Tuesday, May 18, 2010

Libertarian and Conservative Talk

I think that I am finally getting a handle of sorts on the political debate with Conservatives and Libertarians. That handle is this. Conservatives and Libertarians are actually idealists of a kind and they are talking about something that is so far outside of the realities of our situation that meaning is hopelessly lost. The closest theoretical political ally in the last two centuries would be the Marxists. Marx himself was a blatant humanist idealist who could weave a fine tale about the uprising of the Proletariat and the resulting Communist society in which the state would literally wither away. But even when the revolution was finally carried into a real experiment, as we all know, the reality was far different from the idealistic fantasy.

The fact is that societies change over a very long time scale and rarely, if ever, change dramatically because of an ideal destiny. Marx was probably correct in suggesting that society changes because of the "material conditions" and so long as the material conditions remain more-or-less the same our society will continue on its course. That is not a particularly happy course. I am probably no more happy with the present station of government than are Conservatives or Libertarians.

The material conditions of our society have been, for some time, something that might fairly be called "corporate feudalism." In classic feudalism, government was in the hands of the church and monarchy. Beneath them were arrayed a small host of land-owning nobles and a very tiny merchant class. By far the great horde of people were serfs who lived and worked on land owned by the nobles and paid most of their productivity to the nobles in rent. Today, the plight of most people is no different except that corporations have replaced the nobles. A representative government has replaced the monarchy while church and state have supposedly been separated (though it's hard to convince yourself of that at times). As in classic feudal times, very few individual people actually own very much; the great majority of wealth lies in the hands of corporations to whom we all pay rent (though we may like to call these "mortgages" etc.).

Over the last several decades there have been some interesting changes in the material conditions of our society and I believe that these foretell more about our future than any of the idealistic scrabbling. Corporations have become international in a massive movement we endearingly call "globalization." What is cloaked behind the scenes of globalization is the fact that corporations are no longer responsible (or responsive) to any particular society. Hence, what will the so-called nation state hold in its future? Corporations are already arranging for their own military security and they can hide their wealth in any out-of-the-way place in the world.

In reality, it seems to me, Liberals, Conservatives, Libertarians, and Anarchists are caught up in a self-destructive fight against each other over something that is quietly fading from view --- civil society in its ideal form. When global corporations rule the roost, none of us will have much to say about the future.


*Task statement*:
Search the records for the string "visible", then copy each line that has it.

[Items from a data source]
----

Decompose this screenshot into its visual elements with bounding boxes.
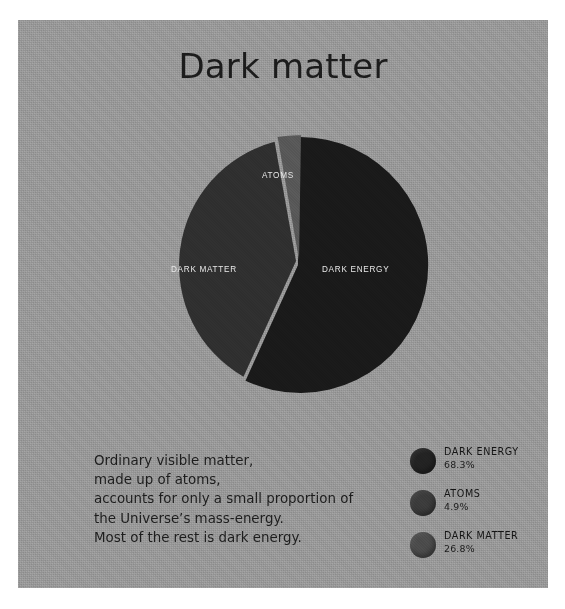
legend: DARK ENERGY 68.3% ATOMS 4.9% DARK MATTER… bbox=[410, 445, 548, 571]
caption-line-1: Ordinary visible matter, bbox=[94, 451, 394, 470]
page-title: Dark matter bbox=[18, 46, 548, 86]
pie-slice-label-atoms: ATOMS bbox=[262, 171, 294, 180]
caption-line-3: accounts for only a small proportion of bbox=[94, 489, 394, 508]
legend-item-atoms[interactable]: ATOMS 4.9% bbox=[410, 487, 548, 525]
pie-slice-label-dark-matter: DARK MATTER bbox=[171, 265, 237, 274]
caption-text: Ordinary visible matter, made up of atom… bbox=[94, 451, 394, 547]
legend-swatch-atoms bbox=[410, 490, 436, 516]
legend-item-dark-energy[interactable]: DARK ENERGY 68.3% bbox=[410, 445, 548, 483]
pie-slice-label-dark-energy: DARK ENERGY bbox=[322, 265, 389, 274]
legend-swatch-dark-matter bbox=[410, 532, 436, 558]
legend-label-dark-energy: DARK ENERGY bbox=[444, 445, 519, 458]
caption-line-4: the Universe’s mass-energy. bbox=[94, 509, 394, 528]
legend-swatch-dark-energy bbox=[410, 448, 436, 474]
caption-line-2: made up of atoms, bbox=[94, 470, 394, 489]
legend-label-atoms: ATOMS bbox=[444, 487, 480, 500]
legend-value-dark-energy: 68.3% bbox=[444, 458, 519, 472]
legend-item-dark-matter[interactable]: DARK MATTER 26.8% bbox=[410, 529, 548, 567]
caption-line-5: Most of the rest is dark energy. bbox=[94, 528, 394, 547]
pie-chart-svg: ATOMS DARK MATTER DARK ENERGY bbox=[158, 125, 430, 397]
legend-label-dark-matter: DARK MATTER bbox=[444, 529, 518, 542]
legend-value-atoms: 4.9% bbox=[444, 500, 480, 514]
pie-chart: ATOMS DARK MATTER DARK ENERGY bbox=[158, 125, 430, 397]
legend-value-dark-matter: 26.8% bbox=[444, 542, 518, 556]
poster-panel: Dark matter ATOMS DARK MATTER DARK ENERG… bbox=[18, 20, 548, 588]
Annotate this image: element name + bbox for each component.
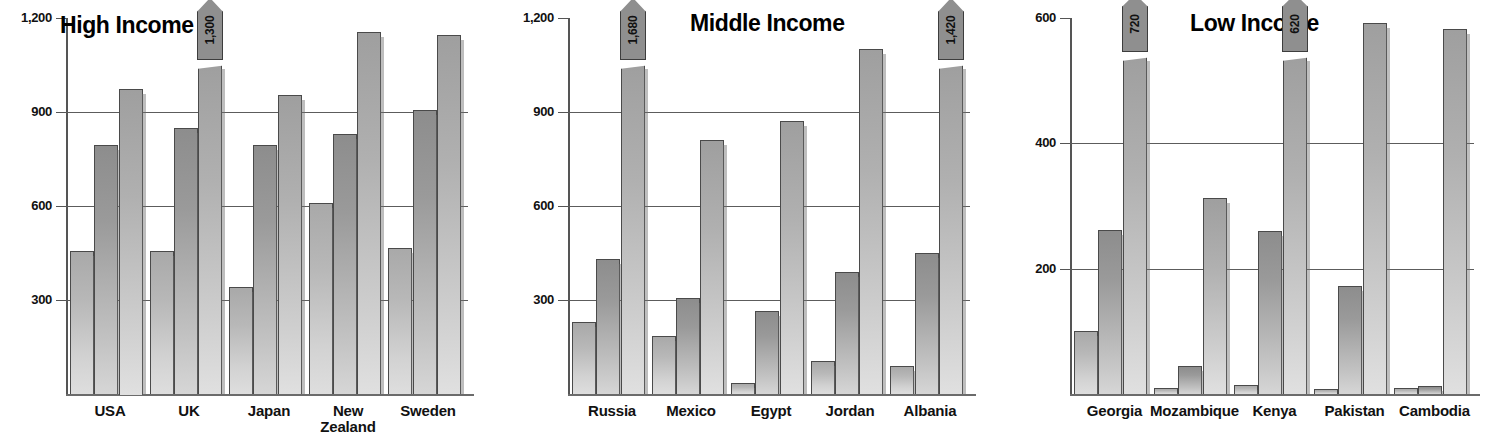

----

*Your response*:
caption-line-1: Ordinary visible matter, bbox=[94, 451, 394, 470]
caption-text: Ordinary visible matter, made up of atom… bbox=[94, 451, 394, 547]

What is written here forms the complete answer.